Remember how ObamaCare was going to make health insurance unaffordable? Remember as recently as March of this year, when conservatives were celebrating claims that the cost of coverage would double or even triple in parts of the country?

The exchanges are now open, and according to data compiled by PricewaterhouseCooper, five additional insurers have entered the Georgia market and are offering health-insurance policies for 2015. Thanks in part to the increased competition, the median premium increase in 2015 for Georgia is ... 3 percent.

Three percent.

For the sake of comparison, the Commonwealth Fund reports that the cost of individual coverage in Georgia rose by 41 percent from 2003-2011; for family coverage, it rose by 62 percent.

And while we're at it, let's also check to see what a major national health-benefits consulting firm is telling its corporate customers about the future of health-care costs:

"Health benefit plan cost trend rates show the slowest growth in 14 years of trend forecasts, according to data compiled in the 2014 Segal Health Plan Cost Trend Survey, Segal Consulting's seventeenth annual survey of managed care organizations, health insurers, pharmacy benefit managers and third-party administrators."

Again, these assessments aren't coming from the White House or from Democrats or even the "liberal media". These are private-industry, third-party assessments of what's really happening in the health-insurance market. All of those claims of a "death spiral" in health insurance and other alleged disasters said to be looming have been proved groundless.

And there have been others as well, of course.

Remember when ObamaCare -- the catch phrase for a while was "job-killing ObamaCare" -- was going to destroy the American economy -- the same economy that has added some 2.6 million jobs in the past year, including 250,000 in health care?

Remember when Obama was going to lead to fewer Americans being covered by health insurance, but in fact has led to an increase of 10 million to 12 million with health insurance? In Arkansas, one of the few Southeastern states to have accepted Medicaid expansion, "uninsured ER visits decreased by 24 percent, and uninsured hospital stays dropped 30 percent," easing financial pressure on hospitals and also easing the cost-shifting for providing care to the uninsured onto those with private insurance.

That may help to explain why in 2015, the average price of an individual policy in Arkansas actually fell by 2 percent.

These days, the standard conservative rebuttal to such facts is two words: "Jonathan Gruber." The MIT economist who designed RomneyCare in Massachusetts and consulted in the creation of ObamaCare has become a folk anti-hero for his crude, elitist description of the American people as "stupid" in past videotaped comments.

Gruber's academic arrogance aside, the willful misinterpretation of the content of his remarks by conservatives has been pretty astonishing, even though it shouldn't be. (If you want a good explanation, go here.) But what I find most amazing about the whole faux controversy is how much of it has come from the very people who at the time of ObamaCare's passage were peddling a line of malarkey that treated the American people is if they were dumber than dirt.

Yes, I'm talking about "death panels".

It started with Sarah Palin, at the time time fresh off her role as the GOP's 2008 vice presidential nominee, who claimed that under ObamaCare, her son with Down Syndrome might be judged unworthy of getting health care "based on a subjective judgment of their ‘level of productivity in society.'"

"Such a system is downright evil," she said, and the absurd claim quickly became part of the Republican mainstream.

Remember John Boehner, warning that "this provision may start us down a treacherous path toward government-encouraged euthanasia..."? Remember Sen. Charles Grassley, in an Iowa town hall meeting, telling constituents that people "have every right to fear ... We should not have a government program that determines you're going to pull the plug on Grandma."

Remember the conservative media comparing ObamaCare to Nazi efforts at mass euthanasia of the elderly and disabled?

Nothing said by an obscure MIT academic can compare to the cynicism, gross deception and insult to the intelligence of the American people carried out back then by many of the same political and media figures now claiming to be shocked by Gruber.  The most depressing thing about the whole mess is that as recently as 2012, four in 10 Americans said they believed the "death panels" were actually real.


=== AIM OF THE EXERCISE ===
Transcribe the entries below without alteration.
BEGIN RECORDS FOR THIS EXERCISE
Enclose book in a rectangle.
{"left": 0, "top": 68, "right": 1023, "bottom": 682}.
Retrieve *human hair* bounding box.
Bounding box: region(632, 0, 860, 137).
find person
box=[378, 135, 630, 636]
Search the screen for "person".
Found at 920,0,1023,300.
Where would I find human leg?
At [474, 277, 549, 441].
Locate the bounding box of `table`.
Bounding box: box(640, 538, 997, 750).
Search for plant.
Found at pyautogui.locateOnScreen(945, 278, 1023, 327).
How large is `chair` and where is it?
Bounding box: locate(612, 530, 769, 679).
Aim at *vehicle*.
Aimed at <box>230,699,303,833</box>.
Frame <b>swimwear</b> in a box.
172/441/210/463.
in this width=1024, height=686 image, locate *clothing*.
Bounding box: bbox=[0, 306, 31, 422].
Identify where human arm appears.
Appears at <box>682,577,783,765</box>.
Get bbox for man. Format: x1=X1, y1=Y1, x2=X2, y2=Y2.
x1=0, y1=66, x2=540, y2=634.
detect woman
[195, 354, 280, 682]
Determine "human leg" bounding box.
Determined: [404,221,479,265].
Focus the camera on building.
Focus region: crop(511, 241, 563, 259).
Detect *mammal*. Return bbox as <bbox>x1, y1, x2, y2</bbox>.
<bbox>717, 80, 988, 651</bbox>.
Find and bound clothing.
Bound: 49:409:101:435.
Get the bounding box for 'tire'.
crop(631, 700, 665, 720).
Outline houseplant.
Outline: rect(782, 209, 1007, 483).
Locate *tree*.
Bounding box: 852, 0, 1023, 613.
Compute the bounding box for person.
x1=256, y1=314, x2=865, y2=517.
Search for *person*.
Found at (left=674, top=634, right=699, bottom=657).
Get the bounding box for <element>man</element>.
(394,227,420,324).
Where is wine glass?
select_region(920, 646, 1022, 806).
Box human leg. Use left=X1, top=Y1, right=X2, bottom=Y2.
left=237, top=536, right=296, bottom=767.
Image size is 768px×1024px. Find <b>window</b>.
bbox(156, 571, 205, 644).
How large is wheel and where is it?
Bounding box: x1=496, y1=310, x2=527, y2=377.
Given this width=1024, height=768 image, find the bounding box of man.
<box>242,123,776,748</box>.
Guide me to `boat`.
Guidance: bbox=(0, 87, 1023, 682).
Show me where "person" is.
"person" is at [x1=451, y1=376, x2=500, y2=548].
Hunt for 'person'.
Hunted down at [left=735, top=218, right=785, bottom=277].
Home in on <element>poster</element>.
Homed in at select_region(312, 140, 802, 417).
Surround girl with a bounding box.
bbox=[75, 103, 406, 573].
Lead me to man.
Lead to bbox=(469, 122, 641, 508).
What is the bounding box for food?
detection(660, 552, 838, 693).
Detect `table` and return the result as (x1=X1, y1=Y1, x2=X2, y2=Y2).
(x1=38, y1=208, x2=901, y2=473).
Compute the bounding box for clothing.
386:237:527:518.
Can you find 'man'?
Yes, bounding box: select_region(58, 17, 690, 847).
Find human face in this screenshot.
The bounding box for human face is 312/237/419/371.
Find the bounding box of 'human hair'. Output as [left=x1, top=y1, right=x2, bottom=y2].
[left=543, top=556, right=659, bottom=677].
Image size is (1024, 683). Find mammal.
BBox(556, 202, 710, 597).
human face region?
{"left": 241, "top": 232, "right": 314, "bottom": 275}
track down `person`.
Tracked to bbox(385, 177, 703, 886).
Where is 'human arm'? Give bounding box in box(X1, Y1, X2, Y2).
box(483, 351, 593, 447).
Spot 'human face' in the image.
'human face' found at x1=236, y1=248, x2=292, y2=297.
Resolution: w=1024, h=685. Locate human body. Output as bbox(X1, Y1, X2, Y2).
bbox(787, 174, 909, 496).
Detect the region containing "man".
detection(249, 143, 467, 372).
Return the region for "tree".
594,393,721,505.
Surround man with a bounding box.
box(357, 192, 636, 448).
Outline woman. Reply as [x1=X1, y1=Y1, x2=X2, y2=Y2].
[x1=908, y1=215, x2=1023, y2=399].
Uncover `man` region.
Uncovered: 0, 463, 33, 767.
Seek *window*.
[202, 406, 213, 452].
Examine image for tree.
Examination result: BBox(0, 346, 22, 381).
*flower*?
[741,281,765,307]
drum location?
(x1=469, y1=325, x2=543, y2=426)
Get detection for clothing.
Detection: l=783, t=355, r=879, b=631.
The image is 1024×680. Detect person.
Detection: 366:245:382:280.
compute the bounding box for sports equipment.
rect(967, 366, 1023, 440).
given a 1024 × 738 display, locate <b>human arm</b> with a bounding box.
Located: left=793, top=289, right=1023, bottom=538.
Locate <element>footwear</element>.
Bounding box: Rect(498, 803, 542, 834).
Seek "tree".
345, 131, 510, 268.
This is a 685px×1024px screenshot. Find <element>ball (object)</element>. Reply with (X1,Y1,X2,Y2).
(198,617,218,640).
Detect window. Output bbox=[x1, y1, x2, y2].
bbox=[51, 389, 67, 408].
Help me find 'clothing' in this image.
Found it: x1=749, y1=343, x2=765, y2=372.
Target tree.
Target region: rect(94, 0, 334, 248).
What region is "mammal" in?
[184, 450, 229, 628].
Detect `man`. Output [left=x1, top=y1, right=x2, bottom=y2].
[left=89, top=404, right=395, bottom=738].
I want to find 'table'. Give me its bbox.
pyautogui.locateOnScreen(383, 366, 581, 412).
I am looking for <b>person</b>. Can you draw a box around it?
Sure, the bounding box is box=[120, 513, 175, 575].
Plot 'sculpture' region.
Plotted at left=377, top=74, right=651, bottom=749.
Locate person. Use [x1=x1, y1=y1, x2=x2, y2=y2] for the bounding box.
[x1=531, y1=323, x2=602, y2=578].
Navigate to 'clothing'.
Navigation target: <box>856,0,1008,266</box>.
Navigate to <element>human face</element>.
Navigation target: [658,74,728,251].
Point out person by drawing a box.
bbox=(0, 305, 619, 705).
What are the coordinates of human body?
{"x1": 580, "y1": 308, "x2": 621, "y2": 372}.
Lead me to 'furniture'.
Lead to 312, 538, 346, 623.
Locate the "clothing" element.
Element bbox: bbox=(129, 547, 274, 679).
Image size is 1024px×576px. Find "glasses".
END RECORDS FOR THIS EXERCISE
=== ANSWER SECTION ===
Enclose book in a rectangle.
{"left": 0, "top": 68, "right": 1023, "bottom": 682}.
Retrieve *human hair* bounding box.
Bounding box: region(632, 0, 860, 137).
find person
box=[378, 135, 630, 636]
Search the screen for "person".
Found at 920,0,1023,300.
Where would I find human leg?
At [474, 277, 549, 441].
Locate the bounding box of `table`.
Bounding box: box(640, 538, 997, 750).
Search for plant.
Found at pyautogui.locateOnScreen(945, 278, 1023, 327).
How large is `chair` and where is it?
Bounding box: locate(612, 530, 769, 679).
Aim at *vehicle*.
Aimed at <box>230,699,303,833</box>.
Frame <b>swimwear</b> in a box.
172/441/210/463.
in this width=1024, height=686 image, locate *clothing*.
Bounding box: bbox=[0, 306, 31, 422].
Identify where human arm appears.
Appears at <box>682,577,783,765</box>.
Get bbox for man. Format: x1=X1, y1=Y1, x2=X2, y2=Y2.
x1=0, y1=66, x2=540, y2=634.
detect woman
[195, 354, 280, 682]
Determine "human leg" bounding box.
Determined: [404,221,479,265].
Focus the camera on building.
Focus region: crop(511, 241, 563, 259).
Detect *mammal*. Return bbox as <bbox>x1, y1, x2, y2</bbox>.
<bbox>717, 80, 988, 651</bbox>.
Find and bound clothing.
Bound: 49:409:101:435.
Get the bounding box for 'tire'.
crop(631, 700, 665, 720).
Outline houseplant.
Outline: rect(782, 209, 1007, 483).
Locate *tree*.
Bounding box: 852, 0, 1023, 613.
Compute the bounding box for person.
x1=256, y1=314, x2=865, y2=517.
Search for *person*.
Found at (left=674, top=634, right=699, bottom=657).
Get the bounding box for <element>man</element>.
(394,227,420,324).
Where is wine glass?
select_region(920, 646, 1022, 806).
Box human leg. Use left=X1, top=Y1, right=X2, bottom=Y2.
left=237, top=536, right=296, bottom=767.
Image size is 768px×1024px. Find <b>window</b>.
bbox(156, 571, 205, 644).
How large is wheel and where is it?
Bounding box: x1=496, y1=310, x2=527, y2=377.
Given this width=1024, height=768 image, find the bounding box of man.
<box>242,123,776,748</box>.
Guide me to `boat`.
Guidance: bbox=(0, 87, 1023, 682).
Show me where "person" is.
"person" is at [x1=451, y1=376, x2=500, y2=548].
Hunt for 'person'.
Hunted down at [left=735, top=218, right=785, bottom=277].
Home in on <element>poster</element>.
Homed in at select_region(312, 140, 802, 417).
Surround girl with a bounding box.
bbox=[75, 103, 406, 573].
Lead me to man.
Lead to bbox=(469, 122, 641, 508).
What is the bounding box for food?
detection(660, 552, 838, 693).
Detect `table` and return the result as (x1=X1, y1=Y1, x2=X2, y2=Y2).
(x1=38, y1=208, x2=901, y2=473).
Compute the bounding box for clothing.
386:237:527:518.
Can you find 'man'?
Yes, bounding box: select_region(58, 17, 690, 847).
Find human face in this screenshot.
The bounding box for human face is 312/237/419/371.
Find the bounding box of 'human hair'. Output as [left=x1, top=y1, right=x2, bottom=y2].
[left=543, top=556, right=659, bottom=677].
Image size is (1024, 683). Find mammal.
BBox(556, 202, 710, 597).
human face region?
{"left": 241, "top": 232, "right": 314, "bottom": 275}
track down `person`.
Tracked to bbox(385, 177, 703, 886).
Where is 'human arm'? Give bounding box in box(X1, Y1, X2, Y2).
box(483, 351, 593, 447).
Spot 'human face' in the image.
'human face' found at x1=236, y1=248, x2=292, y2=297.
Resolution: w=1024, h=685. Locate human body. Output as bbox(X1, Y1, X2, Y2).
bbox(787, 174, 909, 496).
Detect the region containing "man".
detection(249, 143, 467, 372).
Return the region for "tree".
594,393,721,505.
Surround man with a bounding box.
box(357, 192, 636, 448).
Outline woman. Reply as [x1=X1, y1=Y1, x2=X2, y2=Y2].
[x1=908, y1=215, x2=1023, y2=399].
Uncover `man` region.
Uncovered: 0, 463, 33, 767.
Seek *window*.
[202, 406, 213, 452].
Examine image for tree.
Examination result: BBox(0, 346, 22, 381).
*flower*?
[741,281,765,307]
drum location?
(x1=469, y1=325, x2=543, y2=426)
Get detection for clothing.
Detection: l=783, t=355, r=879, b=631.
The image is 1024×680. Detect person.
Detection: 366:245:382:280.
compute the bounding box for sports equipment.
rect(967, 366, 1023, 440).
given a 1024 × 738 display, locate <b>human arm</b> with a bounding box.
Located: left=793, top=289, right=1023, bottom=538.
Locate <element>footwear</element>.
Bounding box: Rect(498, 803, 542, 834).
Seek "tree".
345, 131, 510, 268.
This is a 685px×1024px screenshot. Find <element>ball (object)</element>. Reply with (X1,Y1,X2,Y2).
(198,617,218,640).
Detect window. Output bbox=[x1, y1, x2, y2].
bbox=[51, 389, 67, 408].
Help me find 'clothing' in this image.
Found it: x1=749, y1=343, x2=765, y2=372.
Target tree.
Target region: rect(94, 0, 334, 248).
What region is "mammal" in?
[184, 450, 229, 628].
Detect `man`. Output [left=x1, top=y1, right=x2, bottom=y2].
[left=89, top=404, right=395, bottom=738].
I want to find 'table'. Give me its bbox.
pyautogui.locateOnScreen(383, 366, 581, 412).
I am looking for <b>person</b>. Can you draw a box around it?
Sure, the bounding box is box=[120, 513, 175, 575].
Plot 'sculpture' region.
Plotted at left=377, top=74, right=651, bottom=749.
Locate person. Use [x1=x1, y1=y1, x2=x2, y2=y2] for the bounding box.
[x1=531, y1=323, x2=602, y2=578].
Navigate to 'clothing'.
Navigation target: <box>856,0,1008,266</box>.
Navigate to <element>human face</element>.
Navigation target: [658,74,728,251].
Point out person by drawing a box.
bbox=(0, 305, 619, 705).
What are the coordinates of human body?
{"x1": 580, "y1": 308, "x2": 621, "y2": 372}.
Lead me to 'furniture'.
Lead to 312, 538, 346, 623.
Locate the "clothing" element.
Element bbox: bbox=(129, 547, 274, 679).
Image size is 1024px×576px. Find "glasses".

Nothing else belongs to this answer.